The Ghost Bride by Yangsze Choo

“It seemed to me that in this confluence of cultures, we had acquired one another’s superstitions without necessarily any of their comforts.”

A few years back I read and was positutely grossed out by Yangsze Choo’s The Night Tiger as I found its male love interest to be both a perv & bully. Thankfully, Yangsze Choo gives less page time to its love interest(s), as the story is more focused on Li Lan having to navigate the Chinese afterlife.

“The town of Malacca was very still, dreaming under the tropical sun of its past glories, when it was the pearl of port cities along the Straits.”

The first few chapters are certainly compelling as Choo immerses her readers in colonial Malaysia and brings to life Malacca and Li Lan’s household. Despite her family’s good standing in society, her father’s fall into financial ruin and opioid addiction throw Li Lan’s future in jeopardy.

“The hours, days, and years that had bled away in his opium haze demanded a payment from my future.”

Li Lan’s father then receives a peculiar offer: a well-off and influential family, the Lim, wants Li Lan to become the ghost bride of Tian Ching, the family’s recently deceased male heir. Rarely practiced, ghost marriages seek to soothe restless spirits or to fulfill promises. Li Lan does not take this offer seriously, yet, when she is invited to the Lim mansion she finds herself growing intrigued by this powerful family, in particular Tian Ching’s cousin, Tian Bai. Li Lan’s blossoming feelings for him lead her to believe that their two families might eventually come to arrange a marriage between them, especially when she learns that the Lim patriarch is a friend of her father and that her mother was related to Madame Lim.
Things however do not go Li Lan’s way as the Lim seem intent on making her Tian Ching’s ghost bride. Worse, Tian Ching begins to haunt her and her household, invading her dreams, and insisting on their union.

A grave oversight severs Li Lan from her physical self, and she is left in a state of in-between. To return to the land of the living she has to contend with the ghost cities of the Chinese afterlife. She soon learns that the afterlife is as corrupt as the real-life world. To return to ‘life’, Li Lan has to hide the fact that she is not a ghost, face the afterlife’s Kafkaesque bureaucracy, and escape the notice of demons and Tian Ching, who is supported by his other dead relatives. She finds herself aided by a helpful spirit.

“[T]o marry the living to the dead was a rare and, indeed, dreadful occurrence.”

I genuinely thought that this book would be about Li Lan becoming a ghost bride, but she never does. Her would-be ghost husband is a bratty and frankly pitiful villain. Most of the story takes place in the afterlife, which is a pity as I would have liked more of a back-and-forth between these two worlds, especially given that once Li Lan is trapped in the ghost realm, she is cut off from her Amah, whose presence provided much needed female solidarity. When it comes to the ghost cities and the afterlife the world-building felt surprisingly weak. The ghosts and spirits Li Lan encounter there should have been fascinating and mysterious but at times I forgot that she was not in the real world given how mundane it all felt. This may have been the point, to emphasize how powerful people there are exploiting others or using their wealth to keep living the life they did in the mortal realm…but it just didn’t make for an entertaining reading experience. The Lim family wasn’t that interesting either, which is a pity as the narrative plays out in a way that makes you think that they are much more villainous or powerful than they are. Li Lan’s love interests were painfully dull, one was a complete case of insta love the other seemed a rip-off of Spirited Away. The conceit here, of a mortal trapped in the spirit realm, has been done before and better. From Ghibli’s take to YA books like The Girl Who Fell Beneath the Sea (which was actually published more recently than this novel but hey ho i read that last year). I think the ghost bride premise combined with a murder mystery would have made for a much more captivating story. I could have also done without the cartoonishly mean/evil villains. It seems cheap to me to make bad characters be described as physically unattractive, or if they are beautiful then they are a cold type of beauty. I mean, it gives me Disney energy.
Li Lan’s voice was rather generic, a light take on the (supposedly) ‘spunky’ heroine type of protagonist. Her relationship with her parents is sadly sidelined in favor of focusing on petty disagreements and her profoundly vanilla love triangle.

It’s a pity that I wasn’t able to love this as I was at first drawn to Choo’s charming and humorous storytelling which brought to mind authors like Zen Cho and Diana Wynne Jones. Nevertheless, while Choo’s afterlife may not have grabbed me all that much I did find her portrayal of colonial Malaysia insightful, as she is able to provide a lot of historical and cultural anecdotes and explanations. We are also made to understand the limitations experienced by women such as Li Lan at that time, and the dynamic between a patriarch’s wives and off-springs.

If this happens to be on your tbr list I recommend you still give it a shot as YMMV.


ASSIGNED TASK: Search the entries for the word "shaded". Copy each line in which it is found.

ENTRIES SHOWN:
· · · · ·

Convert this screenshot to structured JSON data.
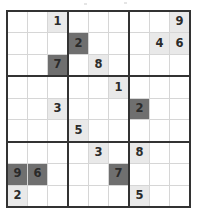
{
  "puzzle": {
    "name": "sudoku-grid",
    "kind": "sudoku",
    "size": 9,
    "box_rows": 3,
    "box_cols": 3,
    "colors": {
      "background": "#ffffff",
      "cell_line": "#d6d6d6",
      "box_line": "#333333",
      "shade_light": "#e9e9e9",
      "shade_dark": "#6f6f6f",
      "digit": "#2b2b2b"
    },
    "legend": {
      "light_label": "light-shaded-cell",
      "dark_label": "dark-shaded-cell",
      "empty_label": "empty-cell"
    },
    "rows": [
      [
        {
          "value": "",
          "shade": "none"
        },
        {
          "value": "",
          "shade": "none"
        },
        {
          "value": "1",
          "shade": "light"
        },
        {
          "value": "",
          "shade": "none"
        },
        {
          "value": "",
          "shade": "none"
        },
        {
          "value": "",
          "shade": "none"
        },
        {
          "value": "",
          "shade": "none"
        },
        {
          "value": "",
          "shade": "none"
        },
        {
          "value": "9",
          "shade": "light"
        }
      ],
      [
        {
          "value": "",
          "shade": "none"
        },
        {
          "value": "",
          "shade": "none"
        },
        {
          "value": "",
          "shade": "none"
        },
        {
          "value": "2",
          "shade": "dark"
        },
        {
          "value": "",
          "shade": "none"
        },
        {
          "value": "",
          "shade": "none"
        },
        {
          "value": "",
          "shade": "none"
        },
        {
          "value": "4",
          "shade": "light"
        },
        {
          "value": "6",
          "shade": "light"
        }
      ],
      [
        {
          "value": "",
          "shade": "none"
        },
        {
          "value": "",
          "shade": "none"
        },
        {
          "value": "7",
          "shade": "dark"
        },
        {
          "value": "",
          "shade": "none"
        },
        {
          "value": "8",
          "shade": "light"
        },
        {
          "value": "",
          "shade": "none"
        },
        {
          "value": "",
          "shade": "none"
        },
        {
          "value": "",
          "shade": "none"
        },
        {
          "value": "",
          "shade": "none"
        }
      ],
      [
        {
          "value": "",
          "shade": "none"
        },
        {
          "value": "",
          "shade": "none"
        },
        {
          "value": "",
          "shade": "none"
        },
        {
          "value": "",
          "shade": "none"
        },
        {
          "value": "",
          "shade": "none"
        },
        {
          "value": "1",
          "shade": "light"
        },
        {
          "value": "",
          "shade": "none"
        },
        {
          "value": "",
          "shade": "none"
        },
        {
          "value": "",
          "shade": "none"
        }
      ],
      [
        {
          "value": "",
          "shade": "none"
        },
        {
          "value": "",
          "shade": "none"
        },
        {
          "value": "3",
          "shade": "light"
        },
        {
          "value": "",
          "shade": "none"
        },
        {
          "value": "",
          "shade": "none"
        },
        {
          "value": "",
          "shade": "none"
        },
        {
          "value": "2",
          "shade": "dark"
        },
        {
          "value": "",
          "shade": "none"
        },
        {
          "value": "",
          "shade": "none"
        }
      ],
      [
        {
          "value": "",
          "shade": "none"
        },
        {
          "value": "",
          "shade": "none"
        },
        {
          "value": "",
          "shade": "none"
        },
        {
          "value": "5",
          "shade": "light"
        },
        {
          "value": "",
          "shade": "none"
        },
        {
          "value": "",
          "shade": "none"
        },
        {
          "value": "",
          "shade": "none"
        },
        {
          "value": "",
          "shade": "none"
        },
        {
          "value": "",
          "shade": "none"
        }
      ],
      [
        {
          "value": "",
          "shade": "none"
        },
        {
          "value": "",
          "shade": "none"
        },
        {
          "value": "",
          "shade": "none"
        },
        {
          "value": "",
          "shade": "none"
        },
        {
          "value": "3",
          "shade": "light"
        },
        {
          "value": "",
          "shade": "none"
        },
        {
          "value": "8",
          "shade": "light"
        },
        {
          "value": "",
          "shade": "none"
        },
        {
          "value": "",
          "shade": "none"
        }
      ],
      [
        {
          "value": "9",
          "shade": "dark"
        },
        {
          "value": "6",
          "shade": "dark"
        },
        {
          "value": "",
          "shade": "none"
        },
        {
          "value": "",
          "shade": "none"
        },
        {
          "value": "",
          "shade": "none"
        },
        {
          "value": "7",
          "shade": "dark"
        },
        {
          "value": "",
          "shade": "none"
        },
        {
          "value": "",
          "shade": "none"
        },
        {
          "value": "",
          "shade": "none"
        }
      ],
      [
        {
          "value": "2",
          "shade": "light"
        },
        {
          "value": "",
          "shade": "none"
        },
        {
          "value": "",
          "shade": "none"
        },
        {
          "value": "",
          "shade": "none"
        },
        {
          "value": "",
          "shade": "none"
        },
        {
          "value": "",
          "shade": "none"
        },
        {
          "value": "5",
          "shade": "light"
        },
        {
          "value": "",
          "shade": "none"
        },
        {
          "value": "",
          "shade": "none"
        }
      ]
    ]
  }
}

· · · · ·

EXERCISE SOLUTION:
      "light_label": "light-shaded-cell",
      "dark_label": "dark-shaded-cell",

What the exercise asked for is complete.